It’s Time to Wake Up to the Nuclear Threat

July 30, 2021 Topic: National Security Region: Americas Blog Brand: The Skeptics Tags: NuclearWeaponsNonproliferationCongressPolitics

It’s Time to Wake Up to the Nuclear Threat

Former Gov. Jerry Brown is calling for leaders to spend the time on the nuclear threat that its seriousness demands.

 

Jerry Brown, former governor of California, is calling for the world to wake up. 

After over fifty years of working in and around politics, Brown remains dedicated to combating existential threats, including nuclear weapons. On the latest episode of Press the Button co-host Tom Collina and Jerry Brown dive into what Brown describes as “a topic that is as important as it is under-discussed.”

Brown sees leaders “sleepwalking. Edging around great catastrophe or doom and not being sufficiently chastened about the danger.” Whether at the national or state leve or among the public, he is concerned that complacency is getting in the way of progress. 

“In Washington, people have great comfort that all is well, that the computer systems that the human personalities that are in this chain of command are all stable enough, that we can relax,” Brown explains. “Well, the great problem with that is that the outcome is so horrible if something goes wrong that the precautions and controls need to be much greater.”

He is driven by his own political experiences during the Cold War and present day. His firsthand experience worried about potential false alarms or miscalculations that could lead to the start of a nuclear conflict keep him speaking out. To help advance this cause, Brown currently serves on the boards of the Bulletin of the Atomic Scientists and The Nuclear Threat Initiative.

Attention, at least, is growing around the billions of dollars the U.S. government is spending on defense contractors to update its arsenal and build new nuclear weapons. Brown suggests that nuclear weapons spending should become stigmatized, similar to the spotlights put on tobacco and petroleum industries. The challenge, as Brown explains, is that so many within the government “are benefiting from the danger, and the increase in danger,” of nuclear weapons. But that, in and of itself, “should wake people up.” 

When asked about the lack of attention the nuclear threat receives in Congress, Brown shares that “the focus and excitement on the daily activities totally obliterates the clarity, the lucidity required, to see what is the nuclear danger.” Unfortunately, Congress does not give the nuclear weapons threat the same attention it gives more politically beneficial or expedient issues. Somewhat ironically, he notes that Congress may not want to address nuclear threats unless, or until, something goes wrong—at which point they have proven their destructive power. 

Brown hopes that a wake-up call does not come in the form of a “nuclear blunder,” but from the people advocating against their use. “We’re in this world of ours that has so many advantages that is so creative and so innovative, and so full of possibilities. But, one of the big dark possibilities is annihilation and catastrophe and [he hopes] those who can see it can take a few minutes to reflect on our duty-bound to take much greater efforts, much more creative efforts than we've seen today.” 

For this, Brown calls on new leaders, and in particular, new leaders from the next generation.  

The entire interview with former Gov. Jerry Brown is available here on Press the Button.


_Work task:_
All of the entries should be written out again exactly.

Saved data entries:
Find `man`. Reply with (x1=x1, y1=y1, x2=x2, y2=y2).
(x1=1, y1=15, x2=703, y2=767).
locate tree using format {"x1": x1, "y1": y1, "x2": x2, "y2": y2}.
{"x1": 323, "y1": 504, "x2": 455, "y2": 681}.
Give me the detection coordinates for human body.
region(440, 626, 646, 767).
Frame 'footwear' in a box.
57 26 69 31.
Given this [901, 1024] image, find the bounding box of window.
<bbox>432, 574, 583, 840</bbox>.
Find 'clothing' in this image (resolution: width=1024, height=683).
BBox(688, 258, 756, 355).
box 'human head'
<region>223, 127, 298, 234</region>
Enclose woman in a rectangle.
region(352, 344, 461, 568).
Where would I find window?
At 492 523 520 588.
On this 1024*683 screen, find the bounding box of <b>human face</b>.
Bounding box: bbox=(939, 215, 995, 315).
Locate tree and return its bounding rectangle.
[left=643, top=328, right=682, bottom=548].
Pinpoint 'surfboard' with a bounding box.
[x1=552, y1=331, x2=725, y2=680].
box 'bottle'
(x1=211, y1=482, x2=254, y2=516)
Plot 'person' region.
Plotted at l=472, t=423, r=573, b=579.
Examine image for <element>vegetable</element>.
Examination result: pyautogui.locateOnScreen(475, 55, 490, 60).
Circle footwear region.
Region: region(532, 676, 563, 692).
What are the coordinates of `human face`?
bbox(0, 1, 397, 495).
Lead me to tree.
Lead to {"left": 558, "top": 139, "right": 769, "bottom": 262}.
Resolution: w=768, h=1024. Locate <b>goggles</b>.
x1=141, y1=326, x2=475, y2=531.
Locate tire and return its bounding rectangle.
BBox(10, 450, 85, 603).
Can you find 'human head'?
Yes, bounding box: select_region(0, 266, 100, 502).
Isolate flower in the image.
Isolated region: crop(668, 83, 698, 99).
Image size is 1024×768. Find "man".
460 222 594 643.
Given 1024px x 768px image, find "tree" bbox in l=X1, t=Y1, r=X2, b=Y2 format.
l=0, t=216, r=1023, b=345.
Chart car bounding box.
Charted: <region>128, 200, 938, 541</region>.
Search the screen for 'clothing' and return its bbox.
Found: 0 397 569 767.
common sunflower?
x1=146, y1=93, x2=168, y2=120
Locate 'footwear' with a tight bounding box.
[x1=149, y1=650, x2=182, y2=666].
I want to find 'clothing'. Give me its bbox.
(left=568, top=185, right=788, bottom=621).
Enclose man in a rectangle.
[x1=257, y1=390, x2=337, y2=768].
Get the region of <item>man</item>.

_Solution:_
Find `man`. Reply with (x1=x1, y1=y1, x2=x2, y2=y2).
(x1=1, y1=15, x2=703, y2=767).
locate tree using format {"x1": x1, "y1": y1, "x2": x2, "y2": y2}.
{"x1": 323, "y1": 504, "x2": 455, "y2": 681}.
Give me the detection coordinates for human body.
region(440, 626, 646, 767).
Frame 'footwear' in a box.
57 26 69 31.
Given this [901, 1024] image, find the bounding box of window.
<bbox>432, 574, 583, 840</bbox>.
Find 'clothing' in this image (resolution: width=1024, height=683).
BBox(688, 258, 756, 355).
box 'human head'
<region>223, 127, 298, 234</region>
Enclose woman in a rectangle.
region(352, 344, 461, 568).
Where would I find window?
At 492 523 520 588.
On this 1024*683 screen, find the bounding box of <b>human face</b>.
Bounding box: bbox=(939, 215, 995, 315).
Locate tree and return its bounding rectangle.
[left=643, top=328, right=682, bottom=548].
Pinpoint 'surfboard' with a bounding box.
[x1=552, y1=331, x2=725, y2=680].
box 'bottle'
(x1=211, y1=482, x2=254, y2=516)
Plot 'person' region.
Plotted at l=472, t=423, r=573, b=579.
Examine image for <element>vegetable</element>.
Examination result: pyautogui.locateOnScreen(475, 55, 490, 60).
Circle footwear region.
Region: region(532, 676, 563, 692).
What are the coordinates of `human face`?
bbox(0, 1, 397, 495).
Lead me to tree.
Lead to {"left": 558, "top": 139, "right": 769, "bottom": 262}.
Resolution: w=768, h=1024. Locate <b>goggles</b>.
x1=141, y1=326, x2=475, y2=531.
Locate tire and return its bounding rectangle.
BBox(10, 450, 85, 603).
Can you find 'human head'?
Yes, bounding box: select_region(0, 266, 100, 502).
Isolate flower in the image.
Isolated region: crop(668, 83, 698, 99).
Image size is 1024×768. Find "man".
460 222 594 643.
Given 1024px x 768px image, find "tree" bbox in l=X1, t=Y1, r=X2, b=Y2 format.
l=0, t=216, r=1023, b=345.
Chart car bounding box.
Charted: <region>128, 200, 938, 541</region>.
Search the screen for 'clothing' and return its bbox.
Found: 0 397 569 767.
common sunflower?
x1=146, y1=93, x2=168, y2=120
Locate 'footwear' with a tight bounding box.
[x1=149, y1=650, x2=182, y2=666].
I want to find 'clothing'. Give me its bbox.
(left=568, top=185, right=788, bottom=621).
Enclose man in a rectangle.
[x1=257, y1=390, x2=337, y2=768].
Get the region of <item>man</item>.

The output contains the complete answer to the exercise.